G8 warns of hunger threat to stability

Financial Times | April 6 2009

By Javier Blas in London

The world faces a permanent food crisis and global instability unless countries act now to feed a surging population by doubling agricultural output, a report drafted for ministers of the Group of Eight nations has warned.

The policy document, prepared by the G8’s Italian presidency for its first ministerial meeting on agriculture and seen by the Financial Times, says “immediate interventions” are needed.

It warns that global agriculture production must double by 2050 for the world’s fast-growing population to have enough to eat and to deal with the effects of climate change. Otherwise, the report says, the food crisis of the past two years in much of the world “will become structural in only a few decades”.

The report says that further food crises will have “serious consequences, not merely on business relations but equally on social and international relations, which in turn will impact directly on the security and stability of world politics”.

Agriculture ministers from G8 nations are due to meet this month in Italy. The meeting was prompted by last year’s spike in the prices of agricultural commodities, including wheat and rice, which triggered riots in more than 30 countries, from Bangladesh to Haiti.

Global food pricesAlthough agricultural commodities prices have since fallen by as much as 40-50 per cent, they are still well above their pre-crisis levels. Domestic prices in many developing countries remain close to last year’s records and have risen even further in some African countries.

“The issue of price volatility remains a crucial element for the world’s food security,” the report says. “There is a need for a fast increase of agricultural production in developing countries.”

James Bolger, chairman of the World Agricultural Forum and former prime minister of New Zealand, said the G8 meeting on agriculture was “hugely” significant. Political unity on agriculture was critical to avoid “random efforts by individual countries to secure their own food security”, he said

Tom Vilsack, US agriculture secretary, said Washington planned to double financial aid for agriculture development in poor countries to $1bn next year.

“We face the reality of a world population that’s growing by 79m people each year, a rate that may ... challenge our capacity to grow and raise enough food,” he said yesterday ahead of the International Food Aid Conference in Kansas City.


* Exercise goal
Copy out all lines of the listing below that hold "with".
(Extracted entries Opens)
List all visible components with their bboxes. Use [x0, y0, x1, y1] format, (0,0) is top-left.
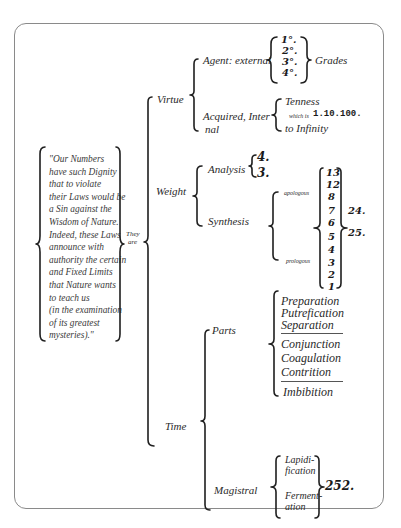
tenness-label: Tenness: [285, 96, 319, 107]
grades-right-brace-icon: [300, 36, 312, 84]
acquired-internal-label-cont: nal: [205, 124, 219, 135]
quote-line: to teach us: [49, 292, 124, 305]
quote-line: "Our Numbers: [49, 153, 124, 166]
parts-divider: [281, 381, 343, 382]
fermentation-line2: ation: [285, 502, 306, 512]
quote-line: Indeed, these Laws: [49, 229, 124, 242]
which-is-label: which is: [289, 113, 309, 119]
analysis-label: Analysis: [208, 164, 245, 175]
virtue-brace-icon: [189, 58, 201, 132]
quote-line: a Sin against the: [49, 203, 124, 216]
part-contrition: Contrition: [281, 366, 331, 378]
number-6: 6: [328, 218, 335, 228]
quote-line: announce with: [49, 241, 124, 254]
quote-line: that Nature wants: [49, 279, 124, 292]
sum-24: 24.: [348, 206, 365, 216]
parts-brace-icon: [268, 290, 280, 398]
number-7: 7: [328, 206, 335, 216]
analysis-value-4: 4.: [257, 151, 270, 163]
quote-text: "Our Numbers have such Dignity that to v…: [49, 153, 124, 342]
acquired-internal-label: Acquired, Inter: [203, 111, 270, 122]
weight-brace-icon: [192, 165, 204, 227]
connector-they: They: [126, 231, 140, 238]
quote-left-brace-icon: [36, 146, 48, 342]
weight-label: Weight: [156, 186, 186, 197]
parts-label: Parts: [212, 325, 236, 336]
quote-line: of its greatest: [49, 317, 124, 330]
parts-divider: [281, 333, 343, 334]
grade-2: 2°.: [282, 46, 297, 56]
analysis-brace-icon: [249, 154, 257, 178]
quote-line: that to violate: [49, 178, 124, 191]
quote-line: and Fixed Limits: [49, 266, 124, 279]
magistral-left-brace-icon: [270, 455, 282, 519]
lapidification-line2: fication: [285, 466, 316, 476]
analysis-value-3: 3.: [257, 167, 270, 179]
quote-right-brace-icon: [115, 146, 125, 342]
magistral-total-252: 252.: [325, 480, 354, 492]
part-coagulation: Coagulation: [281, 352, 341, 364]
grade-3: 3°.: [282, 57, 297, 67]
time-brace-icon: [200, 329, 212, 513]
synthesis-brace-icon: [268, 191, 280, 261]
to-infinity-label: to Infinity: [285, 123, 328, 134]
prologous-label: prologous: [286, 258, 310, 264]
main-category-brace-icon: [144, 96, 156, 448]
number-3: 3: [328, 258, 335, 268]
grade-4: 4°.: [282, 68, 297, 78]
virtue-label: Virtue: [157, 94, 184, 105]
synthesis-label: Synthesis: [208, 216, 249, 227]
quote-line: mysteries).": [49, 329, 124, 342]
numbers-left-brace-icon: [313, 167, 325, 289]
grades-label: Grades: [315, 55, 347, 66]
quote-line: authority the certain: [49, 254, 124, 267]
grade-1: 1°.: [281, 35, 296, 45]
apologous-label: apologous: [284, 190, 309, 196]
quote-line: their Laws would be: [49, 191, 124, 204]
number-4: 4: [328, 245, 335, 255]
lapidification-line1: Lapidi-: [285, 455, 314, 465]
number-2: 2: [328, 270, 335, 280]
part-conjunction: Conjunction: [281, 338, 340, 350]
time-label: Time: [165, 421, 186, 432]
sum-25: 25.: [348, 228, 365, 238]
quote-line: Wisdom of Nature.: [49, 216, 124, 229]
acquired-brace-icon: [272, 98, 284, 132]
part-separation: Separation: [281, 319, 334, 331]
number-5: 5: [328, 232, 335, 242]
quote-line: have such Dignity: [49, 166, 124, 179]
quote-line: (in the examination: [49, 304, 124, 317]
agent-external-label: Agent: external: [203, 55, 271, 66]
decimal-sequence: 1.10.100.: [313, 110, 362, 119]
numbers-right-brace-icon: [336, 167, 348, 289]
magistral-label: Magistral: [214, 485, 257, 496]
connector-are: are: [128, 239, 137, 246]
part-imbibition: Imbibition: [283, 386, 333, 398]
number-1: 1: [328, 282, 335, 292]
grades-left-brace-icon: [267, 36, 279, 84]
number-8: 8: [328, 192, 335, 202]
(Extracted entries Closes)
* Output of the exercise
List all visible components with their bboxes. Use [x0, y0, x1, y1] format, (0,0) is top-left.
quote-line: announce with: [49, 241, 124, 254]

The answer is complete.